Auckland writer and film-maker Nahyeon Lee. Photo / Jinki Cambronero
THE VIEW FROM MY WINDOW
What would happen if you took a TV show like Friends and made all the characters Asian? Kiwi-Korean writer Nahyeon Lee decided to find out.
I loved Friends quite deeply. Everyone did, right? It was really comforting and helped me through a lot of darktimes.
The trick with sitcoms is they create such a parasocial relationship that the characters are like your real friends — your surrogate family — because every single day you're in the intimacy of their world. It's not until time passes and you see how the politics of the world have changed that you reflect on something like Friends and begin to feel its age.
I wrote The First Prime-Time Asian Sitcom, as part of an initiative run by Proudly Asian Theatre called Fresh off the Page. Around that time, I was doing my master's in screen production at the University of Auckland. The movie Crazy Rich Asians had just come out and Asian stories were kind of in vogue.
I felt as though I was in this paradoxical place where I had all these incredibly valuable opportunities but that they were hugely limiting at the same time, pigeonholing the sort of work I was expected to make. So I came across the idea of creating sitcom archetypes with an Asian twist and exploring how politicised it is when you add ethnicity to the characters.
As you can probably tell from the title, it's about an all-Asian sitcom that's been commissioned for prime-time TV. Dev, who's Indian, is kind of inspired by Chandler. He's the nerdy one. Angela, who's Chinese, is "Rachel"; she's incredibly privileged, but there's a lot of fun in her sort of narcissism. Ana Marie is Filipino and, like Monica, is the maternal figure who holds the group together. Then there's Josh, the Korean character, who is more of a K-drama archetype — a kind of golden child that doesn't really exist right now in American TV.
First, the audience gets to watch the sitcom itself. Then you begin to see how it's been received and all the compromises and challenges that were involved in the process of it being made. It also pushes into the terrain of the absurd pressures we place on ourselves within the Asian creative community, shouldering the weight of expectation to make something that represents all of Asia, which is a huge continent with multiple ethnicities and languages and vibrant cultures.
In many ways, it's a very angry play, but anger can morph into something quite funny. Those two things can sit alongside each other. And rage can be really liberating. Not kicking up too much of a fuss and not taking up too much space — making ourselves smaller — was a form of survival for our parents. Now we're reaching a new stage where we won't stand for it anymore. I won't stand for it anymore.

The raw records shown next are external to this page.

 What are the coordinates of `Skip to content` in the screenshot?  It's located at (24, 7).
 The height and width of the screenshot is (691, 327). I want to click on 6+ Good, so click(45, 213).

Where we're rehearsing, in the Auckland Music Theatre building, there's a history of all their previous productions in the foyer with old photographs and posters. They're lovely, but it also speaks to the homogeneous type of theatre that's existed in Auckland. In the 20s, there was an all-Pākehā production of Tutankhamun, which is an interesting idea to grapple with.
My family came here from Korea when I was just 6 weeks old. Growing up under my parents' roof, I was deeply entrenched in Korean culture but began to lose it when I started school and was expected to assimilate into New Zealand culture, whatever that means. So I became this diaspora child who didn't feel deeply connected to my Korean heritage but also didn't feel quite Kiwi enough, even though I've been raised here my entire life.
When I go back to Korea I feel a deep sense of home sometimes. Everyone kind of looks like me and they sound like my parents. The food is like what I have on my dinner table every night. So there's a strange pull, but at the same time it's very jarring because my Korean is not up to scratch, so communicating is hard. Very quickly they can distil that I'm a foreigner there. So it's beautiful, but it's also heartbreaking because in some ways you can see what you have lost.
We're still excavating what it means to be Asian in New Zealand and that's really exciting, fertile ground. There were people before us who paved the way and now we're passing the baton on to each other to see what changes we can make. The question is whether this change is sustainable or long-term. The real legacy will be what happens next.
As told to Joanna Wane
Writer, film-maker and producer Nahyeon Lee makes her playwriting debut with The First Prime-Time Asian Sitcom, directed by Ahi Karunaharan, at Q Theatre's Loft from November 3 to 27 (see silotheatre.co.nz). Lee is now working on the pilot for Asian8, a web series set in a private girls' school, and has received seed funding for a horror screenplay.